[Start of Attachment]

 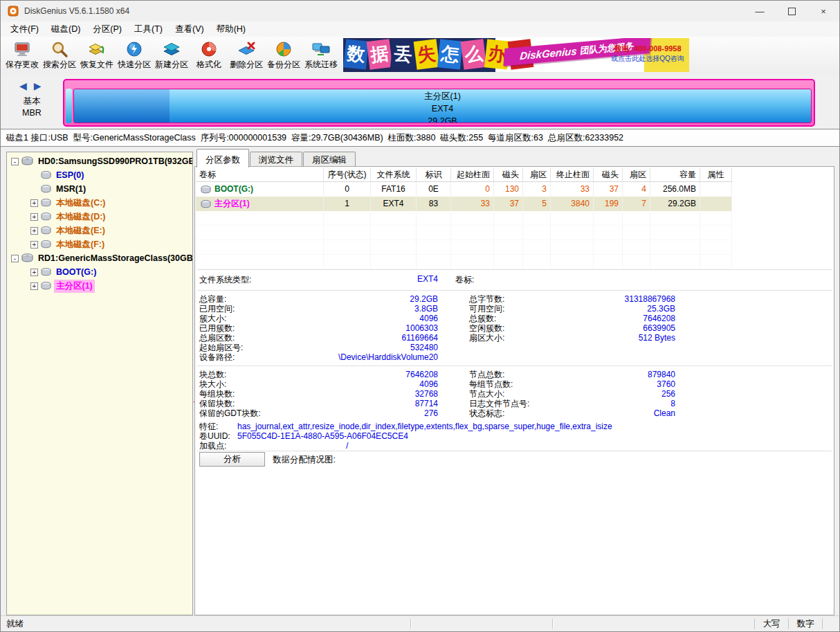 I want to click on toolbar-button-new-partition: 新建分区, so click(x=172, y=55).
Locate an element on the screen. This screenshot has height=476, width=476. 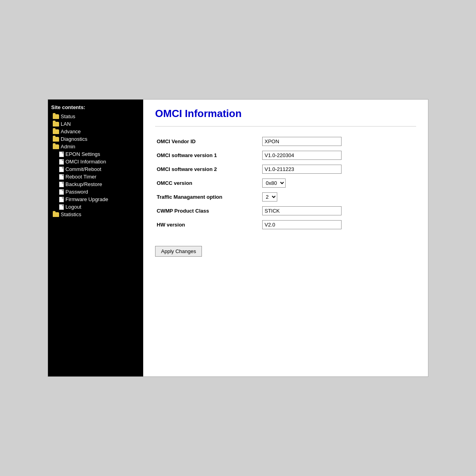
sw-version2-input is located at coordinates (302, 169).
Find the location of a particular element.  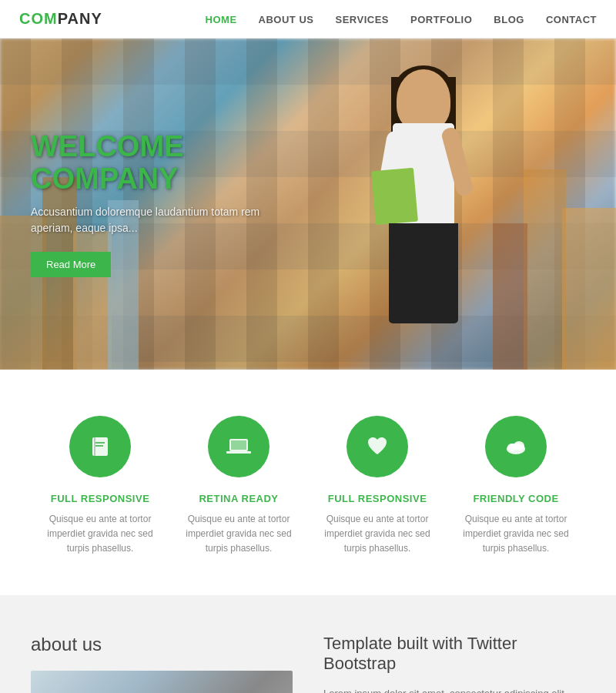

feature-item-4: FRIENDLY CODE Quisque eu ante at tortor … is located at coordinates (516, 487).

[End of Attachment]
[Start of Attachment]

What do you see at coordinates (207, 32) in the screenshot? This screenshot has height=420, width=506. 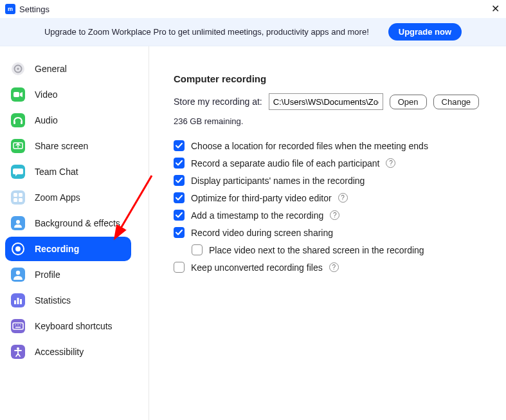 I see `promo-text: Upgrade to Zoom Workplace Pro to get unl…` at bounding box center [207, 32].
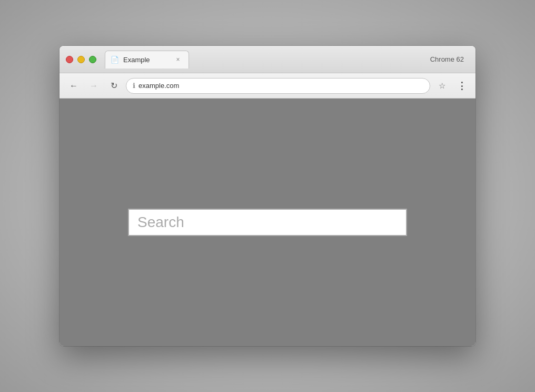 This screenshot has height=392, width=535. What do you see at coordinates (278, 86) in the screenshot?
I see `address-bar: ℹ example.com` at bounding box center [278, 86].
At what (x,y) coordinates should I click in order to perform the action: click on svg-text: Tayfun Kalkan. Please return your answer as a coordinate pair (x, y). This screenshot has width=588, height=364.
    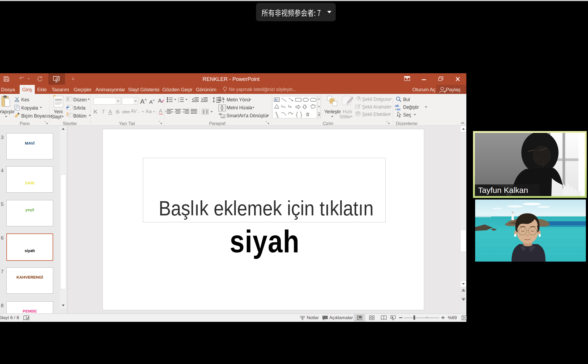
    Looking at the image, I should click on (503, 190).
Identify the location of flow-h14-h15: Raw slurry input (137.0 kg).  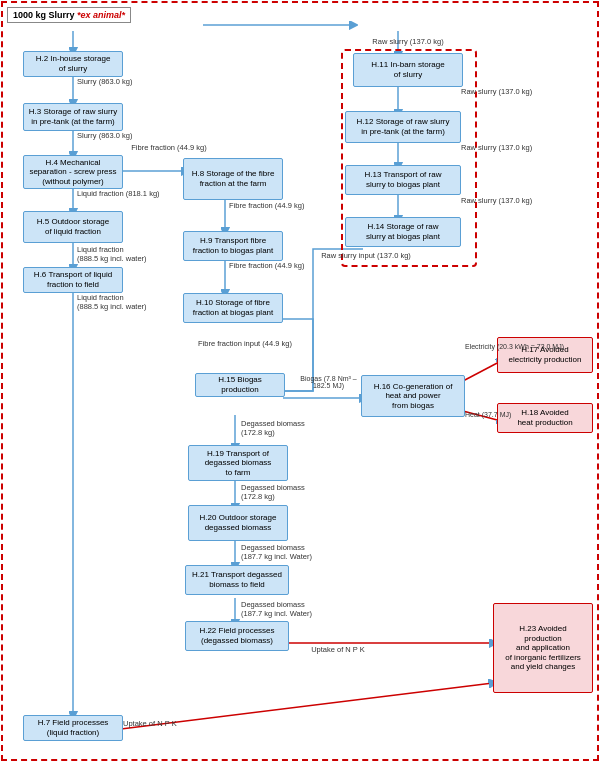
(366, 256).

[End of Attachment]
[Start of Attachment]

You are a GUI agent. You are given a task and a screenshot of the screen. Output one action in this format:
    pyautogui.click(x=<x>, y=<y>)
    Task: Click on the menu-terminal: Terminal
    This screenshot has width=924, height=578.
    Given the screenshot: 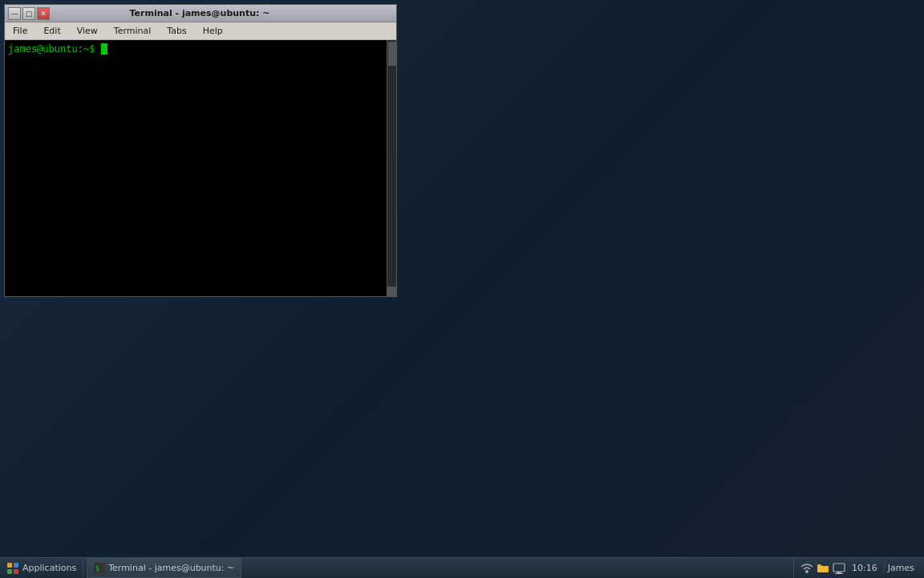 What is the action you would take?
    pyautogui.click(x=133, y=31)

[End of Attachment]

_TRY IT_
Out of the data above, set down the lines from the one with "You are a GUI" to the one with "This screenshot has width=924, height=578.", both included, exactly as written and with no additions.

_TASK SOLUTION_
You are a GUI agent. You are given a task and a screenshot of the screen. Output one action in this format:
    pyautogui.click(x=<x>, y=<y>)
    Task: Click on the menu-terminal: Terminal
    This screenshot has width=924, height=578.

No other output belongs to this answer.